What are the limits of language? How can philosophy be brought closer to everyday life? What is a good human being? These were among the questions that philosophers wrestled with in mid-twentieth-century Britain, a period shadowed by war and the rise of fascism. Thinkers such as Philippa Foot, Isaiah Berlin, Iris Murdoch, Elizabeth Anscombe, Gilbert Ryle, and J. L. Austin aspired to a new level of self-awareness about language as a way of keeping philosophy true to everyday experience. A Terribly Serious Adventure traces the friendships and the rivalries, the shared preoccupations and the passionate disagreements of some of Oxford's most innovative thinkers.
A Terribly Serious Adventure is lively storytelling as sly "redescription": an attempt to recast the history of philosophy at Oxford in the mid-20th century by conveying not only what made it influential in its time but also what might make it vital in ours ... Krishnan himself is so skillful at explicating the arguments of others that at various points it seems as if he must be stating his own position. But no — he mostly hangs back, elucidating a variety of ideas with the respect he thinks they deserve.
Krishnan is too generous a writer, and too careful a scholar, to allow one figure to dominate this account of half a century’s intellectual effort. It’s clear, though, that he keeps a special place in his heart for Austin ... His historical sense is sharp as he skips, in 60 short years, across whole epochs and through two world wars ... Krishnan offers a fresh justification of a fiercely practical project, in a field outsiders assume is supposed to be obscure.
Krishnan’s focus is "not the argument but the anecdote", less what the Oxford philosophers were saying than "what they were doing in saying it and what their saying it brought about" ... Krishnan’s love of Oxford philosophy remains ambivalent. He alludes to his outsider status, having been born in India, and speaks of Englishness with combined affection and mockery ... A Terribly Serious Adventure beautifully portrays – and exemplifies – the combined wit and profundity, exuberance and rigour, of Oxford analytic philosophy.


| WORK TO BE COMPLETED |
Output the full listing below exactly as it reads, and skip anything that is a picture.

| PROVIDED INFORMATION |
----------------------------------------

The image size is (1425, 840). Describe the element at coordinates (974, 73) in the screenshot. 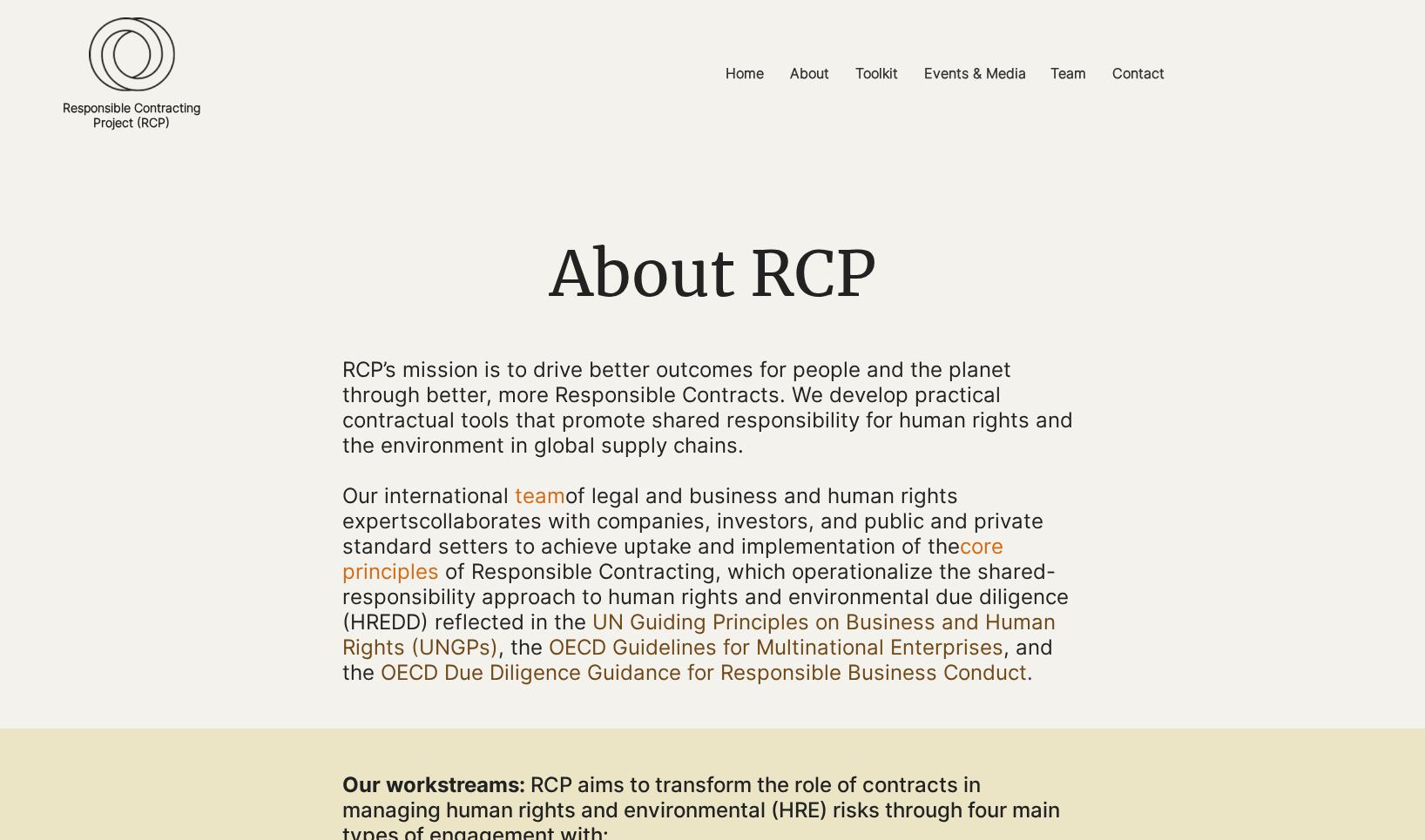

I see `a: Events & Media` at that location.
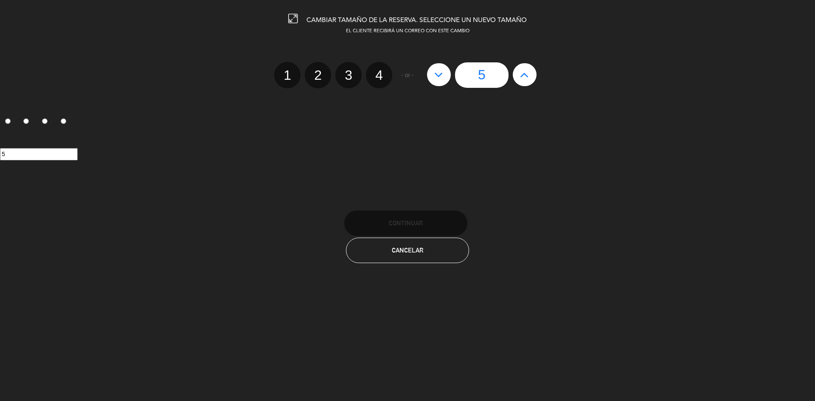  What do you see at coordinates (45, 121) in the screenshot?
I see `input: 3` at bounding box center [45, 121].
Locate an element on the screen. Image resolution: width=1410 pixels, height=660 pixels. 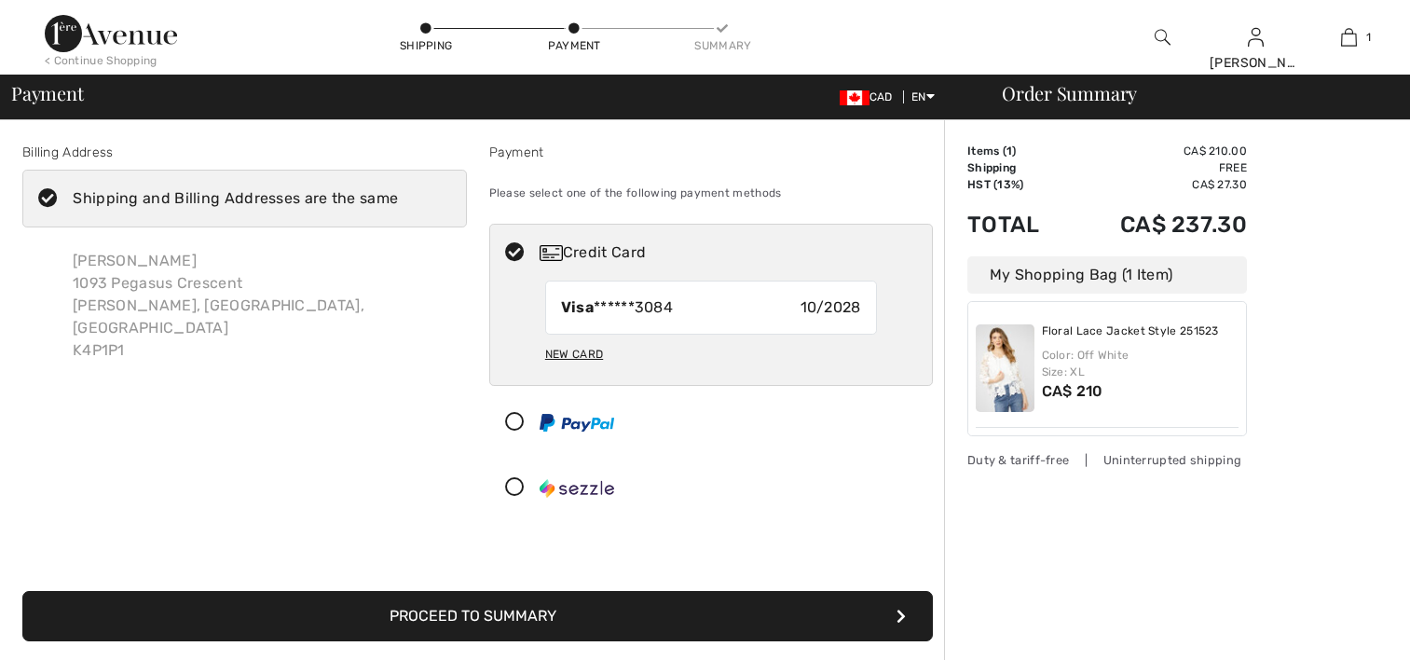
td: CA$ 210.00 is located at coordinates (1158, 151).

----------------------------------------

| RESPONSE TO THE EXERCISE |
The image size is (1425, 840). Describe the element at coordinates (974, 73) in the screenshot. 

I see `a: Events & Media` at that location.
  What do you see at coordinates (45, 121) in the screenshot?
I see `input: 3` at bounding box center [45, 121].
Locate an element on the screen. Image resolution: width=1410 pixels, height=660 pixels. 
td: CA$ 210.00 is located at coordinates (1158, 151).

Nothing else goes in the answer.